The Buddhist Ethics of Euthanasia

Someone asked me about the Buddhist ethics of euthanasia. In case that’s a new word for you (some of the readers of this page are not native speakers of English), the definition I found online goes, “the painless killing of a patient suffering from an incurable and painful disease or in an irreversible coma. The practice is illegal in most countries.”

Here is how I answered. 

The “dead friend” in my book Letters to a Dead Friend About Zen was a composite of a few people. It was mainly based on one guy who I knew very well, and there was no question of euthanasia in his case. But I wrote and then cut out an ending for the book based on another person who I did not know very well. He was a close friend of a friend of mine. My friend basically euthanized him (her good friend). His sickness got really, really bad and he was obviously not going to make it. She (my friend) had been a nurse and she told me, “I gave him enough drugs to kill a traveling funk band.” I wanted to use that line in my book.

She had the support of her friend’s family, her friend’s wife, and even the man himself who had spoken to her about the possibility when he was in better health. This happened in a country where what my friend did was totally illegal. But since the family approved of it, no one made any legal complaint.

I thought she did the right thing. At some point it’s the most compassionate choice. Of course, you have to be careful because there are times that people recover unexpectedly. 

I don’t know if Buddhism has anything to say about the matter of euthanasia. I have a vague memory of something I read in which the Buddha might have been talking about this in one of the early sutras. But I’m not really sure. I think, in general, Buddhists want to allow death to happen naturally.

My own teacher, when he as 94 years old and in the hospital with a serious illness refused to allow them to do a procedure that was intended to extend his life. He told his doctor, “I will decide when it is time for me to die.” He died the same day. But the situation was such that, even if they had extended his life by a few more days or weeks, it wouldn’t have been a good life.

On the opposite side, one of my aunts had Huntington’s Disease, the same disease that killed my mother. My aunt was older than my mother and developed the disease between five and ten years before my mother did. My immediate family didn’t have a lot of contact with this aunt and for many years we all had assumed she’d died. A few years after my mom died, we were shocked when we heard that my aunt had passed away. She had apparently been kept alive by machines and things for many years, although she was almost completely unresponsive.

My mom’s doctors had talked to my dad about doing things like that for my mother. He refused to do them. He knew she would not have wanted that. Although my mother died of natural causes — she was not euthanized — she could have been kept alive longer if my dad had agreed to those life-prolonging procedures. But my dad knew that it was more compassionate to allow her to die sooner.

When I worked with mentally handicapped adults in Ohio many years ago, most of the population we dealt with had a reasonably good quality of life in spite of their disabilities. But some of the people we worked with were in such terrible condition that it seemed like an act of cruelty to force them to live on. 

As Jim Morrison said, “No one gets out of here alive.” Nobody survives life. We all die. American society seems to have a much harder time with this concept than just about anywhere else in the world. Maybe it’s because we Americans believe in a philosophy of almost pure materialism. We seem to believe life must be extended as long as possible no matter what.

But dying is not always the worst thing that can happen to a person. Often it’s the best option.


— Work request —
In full and exactly, please return the records, but keep out the pictures.

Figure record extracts
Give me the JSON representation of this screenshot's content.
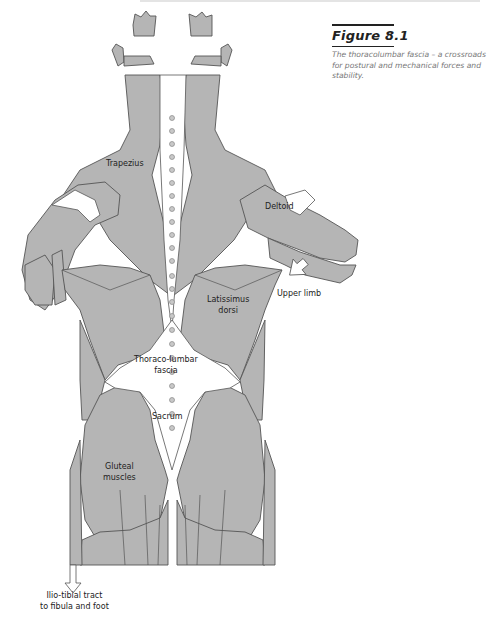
{
  "figure": {
    "number": "Figure 8.1",
    "caption": "The thoracolumbar fascia – a crossroads for postural and mechanical forces and stability."
  },
  "labels": {
    "trapezius": "Trapezius",
    "deltoid": "Deltoid",
    "upper_limb": "Upper limb",
    "latissimus_1": "Latissimus",
    "latissimus_2": "dorsi",
    "thoracolumbar_1": "Thoraco-lumbar",
    "thoracolumbar_2": "fascia",
    "sacrum": "Sacrum",
    "gluteal_1": "Gluteal",
    "gluteal_2": "muscles",
    "iliotibial_1": "Ilio-tibial tract",
    "iliotibial_2": "to fibula and foot"
  },
  "colors": {
    "muscle": "#b5b5b5",
    "outline": "#555555",
    "fascia": "#ffffff",
    "text": "#222222",
    "caption_text": "#777777"
  }
}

— Answer area —
Give me the JSON representation of this screenshot's content.
{
  "figure": {
    "number": "Figure 8.1",
    "caption": "The thoracolumbar fascia – a crossroads for postural and mechanical forces and stability."
  },
  "labels": {
    "trapezius": "Trapezius",
    "deltoid": "Deltoid",
    "upper_limb": "Upper limb",
    "latissimus_1": "Latissimus",
    "latissimus_2": "dorsi",
    "thoracolumbar_1": "Thoraco-lumbar",
    "thoracolumbar_2": "fascia",
    "sacrum": "Sacrum",
    "gluteal_1": "Gluteal",
    "gluteal_2": "muscles",
    "iliotibial_1": "Ilio-tibial tract",
    "iliotibial_2": "to fibula and foot"
  },
  "colors": {
    "muscle": "#b5b5b5",
    "outline": "#555555",
    "fascia": "#ffffff",
    "text": "#222222",
    "caption_text": "#777777"
  }
}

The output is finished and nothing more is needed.